Daisy Bryant’s Wall of Pictures

In Miss Dee Dunmore Bryant, little Daisy Bryant loved beauty. Even at the tender age of eight she recognized that the home she lived in with her mother, brother and sister was far from beautiful.

The walls of the little cottage were not lathed and plastered; were not even painted; their weather-stained unsightliness had been among Daisy’s trials.

Little Daisy dreamed of covering those unattractive walls with pictures.

From Godey's Lady's Book, April 1895
From Godey’s Lady’s Book, April 1895

Mrs. Bryant laughed. “You dear little dreamer,” she said, “where do you suppose the pictures are to come from, and how much paste and time do you suppose it would take?”

“Oh, but I don’t mean all at once. Be a long, long time, you know; and take just a tiny teaspoonful of flour at a time; we could afford that, couldn’t we? When we found a real pretty picture anywhere, paste it up in a nice place, and in a g-r-e-a-t many months the walls would be covered.”

It was impossible not to laugh at the bright face and dancing eyes, and there was something so funny about it to Line and Ben, that they laughed loud and long.

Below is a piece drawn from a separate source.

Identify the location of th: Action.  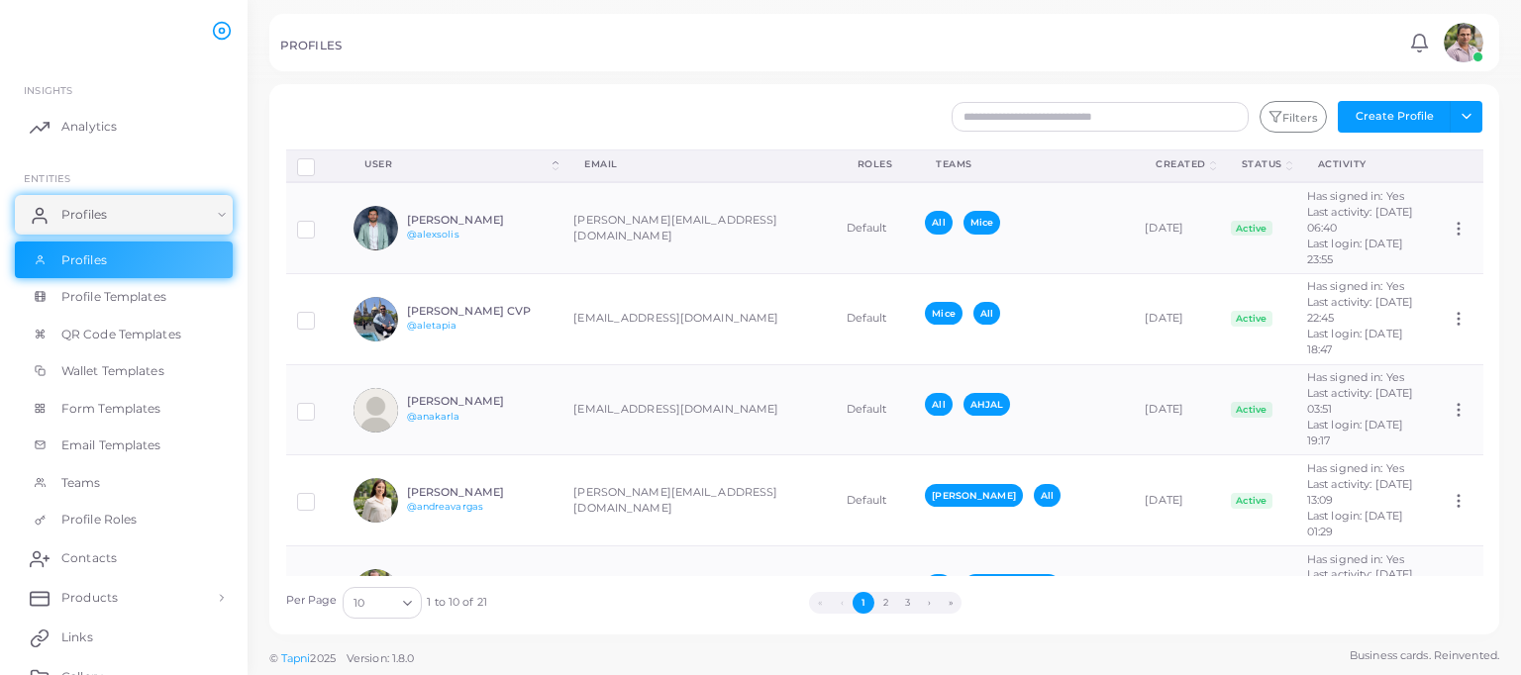
(1460, 165).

Mrs. Bryant was the first to recover voice. “It is a pretty thought,” she said, “and I will certainly try to furnish the spoonful of flour for my share; but we have almost no chances for pictures, darling, and I’m afraid you will be old and gray before the walls are covered.”

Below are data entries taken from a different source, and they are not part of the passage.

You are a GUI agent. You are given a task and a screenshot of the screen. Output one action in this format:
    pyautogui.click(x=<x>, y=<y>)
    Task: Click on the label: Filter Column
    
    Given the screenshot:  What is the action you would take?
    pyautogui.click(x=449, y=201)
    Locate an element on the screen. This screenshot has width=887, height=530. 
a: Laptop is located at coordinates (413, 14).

“Well,” said Daisy cheerily, “then I will put on my spectacles and sit down and enjoy them.”

Godeys Ladys Book 1895 April Vol 130 pg 97
From Godey’s Lady’s Book, April 1895

The first picture to be pasted to the wall was one Daisy’s brother found in a magazine a friend had given him. Magazines in 1890—the year Miss Dee Dunmore Bryant was published—often printed pictures and photographs that were suitable for framing.

From Munsey's Magazine, 1905
From Munsey’s Magazine, 1905

In fact, many magazines encouraged readers to clip out pictures and frame them even though the images were in black and white.

From Ladies Home Journal, April 1916
From Ladies Home Journal, April 1916

Sometimes the images were simply of the latest fashions.

From Harper's New Monthly Magazine, 1896
From Harper’s New Monthly Magazine, 1896

Sometimes the images were of famous people or events.

From Harper's New Monthly Magazine, 1896
From Harper’s New Monthly Magazine, 1896

And other illustrations gave readers a window onto faraway places and the works of popular artists.

From Woman's Home Companion, September 1922
From Woman’s Home Companion, September 1922

 

From Woman's Home Companion, 1922
From Woman’s Home Companion, 1922

By 1910 some magazines began printing two-color pictures. And by 1920 many magazines featured pictures and advertisements in full color. Copies of the Old Masters or religious paintings were very collectable.

From Ladies Home Journal, February 1916
From Ladies Home Journal, February 1916

 

From Ladies Home Journal, December 1916
From Ladies Home Journal, December 1916

While other pictures illustrated places and lifestyles most people could only dream about.

From Woman's Home Companion, October 1922
From Woman’s Home Companion, October 1922

Since magazine issues ranged in price from five to fifteen cents, they were an affordable source for pictures. Unfortunately for Daisy, even five cents was an unattainable sum. So she sacrificed her dream of having a beautiful wall of pictures; but by the end of the book, Daisy and the Bryants would find themselves surrounded by beauty and blessings of a very different kind.